Cf. the Lars von Trier film "Zentropa" (aka Europa). Now stop
bothering to come up with analogies between these guys and the
current Iraqi issue.
\_ Huh? -John |
| 2005/12/9-11 [Industry/Startup] UID:40940 Activity:moderate 77%like:40941 |
12/9 Looking for a job? Come work with us at AvantGo (now a service of
iAnywhere Solutions). It's fun and neat and all that stuff. Take a
look at /csua/pub/jobs/AvantGo for the latest postings, and feel free
to drop me a line with questions or whatnot. --dbushong (i'm lazy)

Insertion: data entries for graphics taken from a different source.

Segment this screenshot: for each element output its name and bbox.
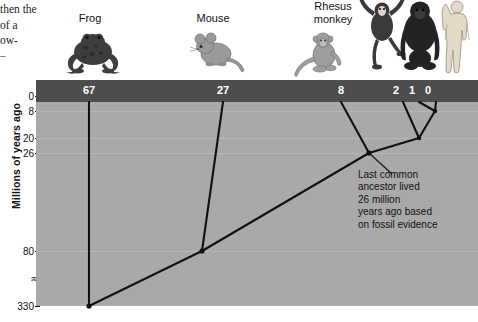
- y-tick-label-8: 8: [0, 106, 34, 117]
- organism-label-frog: Frog: [62, 12, 118, 25]
- annotation-last-common-ancestor: Last common ancestor lived 26 million ye…: [358, 169, 463, 231]
- y-tick-mark-330: [35, 306, 40, 307]
- y-tick-label-20: 20: [0, 133, 34, 144]
- node-gibbon-split: [417, 136, 422, 141]
- bleed-line-1: then the: [0, 2, 58, 18]
- band-value-rhesus: 8: [326, 84, 356, 96]
- organism-label-rhesus-monkey: Rhesus monkey: [300, 0, 366, 25]
- organism-label-mouse: Mouse: [185, 12, 241, 25]
- y-tick-label-330: 330: [0, 301, 34, 312]
- gorilla-illustration: [398, 0, 442, 78]
- y-tick-label-80: 80: [0, 246, 34, 257]
- human-illustration: [438, 0, 476, 78]
- band-value-human: 0: [420, 84, 436, 96]
- node-gorilla-split: [433, 109, 438, 114]
- band-value-gibbon: 2: [388, 84, 404, 96]
- node-root: [86, 303, 91, 308]
- node-mammal-split: [199, 248, 204, 253]
- bleed-text-block: then the of a ow- –: [0, 2, 58, 62]
- phylogeny-plot-area: Last common ancestor lived 26 million ye…: [36, 102, 478, 306]
- bleed-line-4: –: [0, 49, 58, 62]
- bleed-line-2: of a: [0, 18, 58, 34]
- rhesus-monkey-illustration: [292, 27, 350, 77]
- band-value-mouse: 27: [208, 84, 238, 96]
- bleed-line-3: ow-: [0, 33, 58, 49]
- band-value-frog: 67: [74, 84, 104, 96]
- mouse-illustration: [190, 28, 250, 78]
- percent-difference-band: 67 27 8 2 1 0 ≈: [36, 80, 478, 102]
- y-tick-label-0: 0: [0, 91, 34, 102]
- band-value-gorilla: 1: [404, 84, 420, 96]
- y-tick-label-26: 26: [0, 148, 34, 159]
- frog-illustration: [62, 30, 124, 78]
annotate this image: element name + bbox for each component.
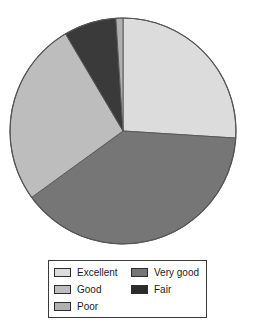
legend-label-very-good: Very good xyxy=(154,268,199,278)
legend-swatch-excellent xyxy=(54,268,71,277)
pie-slice-excellent[interactable] xyxy=(123,18,236,138)
legend-label-fair: Fair xyxy=(154,285,171,295)
legend-item-very-good[interactable]: Very good xyxy=(131,264,199,281)
pie-chart-svg xyxy=(0,0,255,255)
legend-label-excellent: Excellent xyxy=(77,268,118,278)
legend-swatch-very-good xyxy=(131,268,148,277)
legend-item-good[interactable]: Good xyxy=(54,281,118,298)
chart-legend: Excellent Good Poor Very good Fair xyxy=(48,260,207,318)
legend-swatch-fair xyxy=(131,285,148,294)
legend-label-good: Good xyxy=(77,285,101,295)
legend-column-right: Very good Fair xyxy=(131,264,199,298)
legend-item-fair[interactable]: Fair xyxy=(131,281,199,298)
legend-item-excellent[interactable]: Excellent xyxy=(54,264,118,281)
pie-chart-area xyxy=(0,0,255,255)
legend-label-poor: Poor xyxy=(77,302,98,312)
legend-swatch-good xyxy=(54,285,71,294)
legend-column-left: Excellent Good Poor xyxy=(54,264,118,315)
pie-slice-group xyxy=(10,18,236,244)
legend-swatch-poor xyxy=(54,302,71,311)
legend-item-poor[interactable]: Poor xyxy=(54,298,118,315)
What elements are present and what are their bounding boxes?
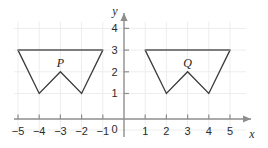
y-tick-label: 2: [111, 66, 117, 78]
y-axis-ticks: [124, 28, 129, 93]
y-tick-label: 1: [111, 87, 117, 99]
shape-q-label: Q: [183, 56, 192, 70]
coordinate-plot-svg: −5 −4 −3 −2 −1 1 2 3 4 5 4 3 2 1 0 x y P: [0, 0, 268, 148]
x-axis-arrow: [243, 115, 251, 122]
y-axis-arrow: [120, 13, 127, 21]
x-tick-label: 2: [163, 125, 169, 137]
x-tick-label: 1: [142, 125, 148, 137]
coordinate-plane-figure: −5 −4 −3 −2 −1 1 2 3 4 5 4 3 2 1 0 x y P: [0, 0, 268, 148]
y-axis-name: y: [111, 4, 118, 18]
x-tick-label: −4: [33, 125, 46, 137]
x-tick-label: 3: [185, 125, 191, 137]
x-tick-label: 5: [227, 125, 233, 137]
x-tick-labels: −5 −4 −3 −2 −1 1 2 3 4 5: [12, 125, 233, 137]
origin-label: 0: [111, 123, 117, 135]
y-tick-label: 4: [111, 22, 117, 34]
x-tick-label: −5: [12, 125, 25, 137]
x-tick-label: −3: [54, 125, 67, 137]
x-axis: [14, 115, 251, 123]
x-tick-label: 4: [206, 125, 212, 137]
x-tick-label: −1: [97, 125, 110, 137]
y-tick-label: 3: [111, 44, 117, 56]
x-tick-label: −2: [75, 125, 88, 137]
grid-horizontal-lines: [14, 28, 246, 130]
shape-p-label: P: [56, 56, 65, 70]
x-axis-name: x: [248, 127, 255, 141]
y-tick-labels: 4 3 2 1: [111, 22, 117, 99]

\_ "iAnywhere Solutions"? Ugh. -tom
\_ it doesn't matter what name the marketing department comes up
with for a product or service. it'll be changed next quarter
anyway. it only matters what they pay and how good/bad it is
to work there.
\_ How many companies with awful names like that can you point
to as successes? -tom
\_ Pretty much all of them. WTH does "Pepsi" mean? It's a
silly made up word but you own stock in it.
\_ Pepsin. It's named after an enzyme which helps
\_ Pepsidase. It's named after an enzyme which helps
digestion.
\_ If you think "Pepsi" sounds anything like
"iAnywhere Solutions", there's no point talking to
you. -tom
\_ Both are stupid. I own stock in neither. What does
Pepsi mean anyway?
\_ Pepsi is a much better name than CarbBev or
something, which is what iAnywhere is akin to.
\_ Perhaps it peps you up? Kinda like Dr.
Pepper?
\_ "Kodak" was specifically chosen because it didn't
mean anything. I agree with tom, if you can't
see why "Pepsi" is a better name than "iAnywhere
Solutions" then the discussion is useless.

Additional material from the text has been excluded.